What does La La Land really say about Millennials?
Published on
Translation by:
Nadège ValletModern musical La La Land is already a hit with audiences and critics. Yet there is a gap between those who just love the tale and those who criticize the message conveyed by the movie, despite its undeniable artistic quality. [OPINION]
This article contains spoilers for La La Land.
Boy meets girl, girl meets boy. They meet during parties in gardens with swimming pools, hang out a few times, walk until dawn, laugh under the starry sky of Los Angeles and kiss along to a fantastic soundtrack. Gorgeous gowns for Emma Stone and a stylish suit and swing shoes for Ryan Gosling. This is the start of La La Land.
The musical romance, inspired by classics such as Singin' in the Rain or Moulin Rouge!, is currently dividing audiences between those who identify with it and consider the movie emblematic of this generation, and those like me who found it a beautifully produced and directed musical with an off-the-wall argument.
Publications like Vice, Vanity Fair and Vagabomb have hailed the movie's audacious success in redefining our generation's biggest dilemma: fighting to pursue our dreams while maintaining an emotional and romantic balance. So far, we all agree. Long-distance relationships, with couples thousands of kilometres apart, are more common than ever. We, the Millenials, go from town to town to get a better job in a hugely difficult economical and work context, leaving out other passions. La La Land depicts this situation through Mia (Emma Stone), an unsatisfied, ambitious and incomplete character. She sounds all too familiar to many women. For us, professional success often goes along with emotional defeat, and it's precisely in this area that women are not allowed to fail.
Let the show begin
Writing this feels like walking on eggshells, since divergences of opinion around La La Land are likely to bring you lots of criticism. Ask writer Paulo Coelho, who came under fire on Twitter - even though he is usually very influential on social networks - after he declared the movie was boring. He deleted the tweet, but the damage had been done.
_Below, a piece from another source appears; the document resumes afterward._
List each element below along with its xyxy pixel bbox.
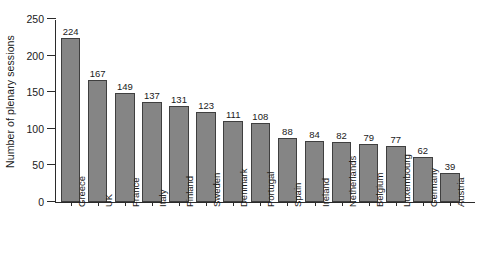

Other critics, like American musician Rostam Batmanglij, complained that the movie is far from what Los Angeles really is. Under the hashtag #NotMyLosAngeles many people express discontent at the lack of sexual diversity and black characters. Something unforgivable for Batmanglij since, as he puts it: "black people invented jazz."
Despite the controversy, the musical already set record for most Golden Globes won by a film, with seven awards. Nothing can stop the film's successful path, which reaches for the stars with 14 nominations at this year's Academy Awards. The film's director, Damien Chazelle, who is barely over 30, cements his reputation after winning the Grand Jury Prize and the Audience Award at the 2014 Sundance Film Festival for Whiplash and after receiving five Oscar nominations and three wins in 2015.
Here's to the ones who dream?
Back to the movie, where we left Mia and Sebastian sharing a kiss. So far, so good. But this is in this exact moment that Millennials should be hearing alarm bells. The American Dream, the "we can do it" culture, ends up losing its entire symbolism, but not equally for both characters. Even though the two lovers are both pursuing their dreams and have to face the dilemma between their professional success and the stability of their relationship, Mia is the one who ends up giving up her dream for Seb's sake.
Only in the end do we find out the details of her new life. We learn she has a daughter and that a nanny takes care of the child, she's successful, acts like a diva and, most importantly, she's started a new life. Of Sebastian we know very little. Only that he succedeed in opening his jazz club. But no sign of any private life. Nothing. A nothingness and emptiness that seem to indicate he stood there waiting while she, the ambitious one, got it all; she started over but she's not happy. A two-minute shot, introduced as an insight into Mia's imagination, tells us an idyllic alternate vision of what could have happened if they had chosen the other path, if they had stayed together.
What could have been a remake of the Hollywood musicals of the 50s, a 2.0 version of the seventh art's greatest expression, is indeed the repetition of a message which puts more pressure on women than on men. Is it coincidence that she's the one breaking up with him? Is it coincidence that a woman's success is closely linked to renunciation and infidelity, to emotional incompleteness?
We should be able to answer each of these questions individually, but, as far as I'm concerned, our generation - should you call us Millennials or Generation Y - should have already overcome this type of associations. That's why I think that before allowing those to tell us a story supposed to be a symbol for our generation, we should listen to the message it's really trying to get across to us.
Translated from La La Land, ¿retrato de la generación millennial?